Hans-Olaf Henkel’s
piece in today’s Financial Times is making waves. O
kay, Henkel is an odious man, but my view, which was once considered borderline crazy, is now getting more serious consideration. The Germans were willing to go into a currency union because by construction that agreement removed the weapon exchange rate depreciation from its competitors. German real wage discipline, labor productivity gains, and engineering innovation could not be undercut at the stroke of a pen. Recall that there are basically 3 Germanys:
Germany #1 being the Bundesbank and “finanzkapital”, which retains huge phobias about the recurrence of Weimar-style hyperinflation, and retains an almost theological belief in “sound money”. It is the Germany of closet gold bugs and Austrian economists, who believe in hard money, “responsible” fiscal policy and the like, and who were basically always antithetical to the euro as a big and broad union. Then you had the “Europeanists”, led by Kohl who essentially argued that you solve the “German problem” by binding Germany ever more fully into a pan-European framework, the currency union being a key part of that. The swing vote was Germany #3, Industrial Germany which bought into the idea of the currency union precisely because it locked Germany’s industrial competitors at a fixed exchange and removed the expedient of devaluation.

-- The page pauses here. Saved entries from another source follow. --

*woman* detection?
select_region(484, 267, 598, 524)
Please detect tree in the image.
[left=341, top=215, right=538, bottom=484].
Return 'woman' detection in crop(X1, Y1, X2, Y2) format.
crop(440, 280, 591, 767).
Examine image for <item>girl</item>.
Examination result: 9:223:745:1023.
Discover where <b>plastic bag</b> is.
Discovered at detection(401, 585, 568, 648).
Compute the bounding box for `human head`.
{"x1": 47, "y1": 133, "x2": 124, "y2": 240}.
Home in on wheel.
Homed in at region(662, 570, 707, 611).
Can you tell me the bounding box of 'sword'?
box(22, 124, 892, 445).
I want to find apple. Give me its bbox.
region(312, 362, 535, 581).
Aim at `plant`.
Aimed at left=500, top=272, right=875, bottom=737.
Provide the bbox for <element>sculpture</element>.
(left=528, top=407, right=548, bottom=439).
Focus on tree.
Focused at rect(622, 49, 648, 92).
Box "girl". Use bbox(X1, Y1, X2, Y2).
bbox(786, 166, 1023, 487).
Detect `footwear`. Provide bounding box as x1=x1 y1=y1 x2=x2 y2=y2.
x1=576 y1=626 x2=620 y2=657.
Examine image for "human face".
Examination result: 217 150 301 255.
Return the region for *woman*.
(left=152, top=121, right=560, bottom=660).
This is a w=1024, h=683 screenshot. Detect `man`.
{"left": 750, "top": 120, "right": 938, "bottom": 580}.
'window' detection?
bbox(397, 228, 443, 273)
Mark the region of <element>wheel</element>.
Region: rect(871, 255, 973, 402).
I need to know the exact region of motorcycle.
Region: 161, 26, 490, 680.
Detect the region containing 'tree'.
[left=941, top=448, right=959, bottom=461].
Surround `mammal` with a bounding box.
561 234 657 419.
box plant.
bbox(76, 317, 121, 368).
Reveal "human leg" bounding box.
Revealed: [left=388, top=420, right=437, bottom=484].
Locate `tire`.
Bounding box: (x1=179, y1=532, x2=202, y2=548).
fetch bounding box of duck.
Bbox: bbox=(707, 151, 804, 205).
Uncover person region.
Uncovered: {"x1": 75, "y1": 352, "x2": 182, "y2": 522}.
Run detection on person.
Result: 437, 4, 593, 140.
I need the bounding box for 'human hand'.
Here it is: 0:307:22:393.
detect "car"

It seems to me, however, that the swing vote is beginning to have 2nd thoughts, as they wrongly consider the “costs” to the country through these repeated bailouts. This concern seems to be overriding the obvious benefits of having “profligate” Mediterranean countries buying yet more German imports. It is striking to me that Henkel, a big player in the German industrial complex, is now leading the charge for withdrawal. It might suggest that an important political dynamic in Germany has shifted. German policy makers would have to conclude there is no plausible exchange rate for the Neuro and the Pseudo (or Soro?) that would cause a problem for their current account surplus and their export led growth strategy. Or they would have to conclude that is the “least worst” option given the political backlash of more subsidized loans to Greece, Portugal, etc.
The other point is this: Multinationals don’t care about where demand comes from as long as it is increasing somewhere and they are allowed to go after it. Labor arbitrage is the additional icing on the cake. So policies that build unsustainable imbalances between countries and have bad social outcomes are fine with them as long as they can roam the globe freely to take advantage of the demand wherever it pops up.
This probably remains true so long as the ultimate price of these polices don’t get shared with the multinational (in the form of taxation or additional regulation). So far the multinationals have it good in that costs are falling disproportionately on others. That could well change if there was a “solidarity” tax imposed on profits instead of the populace.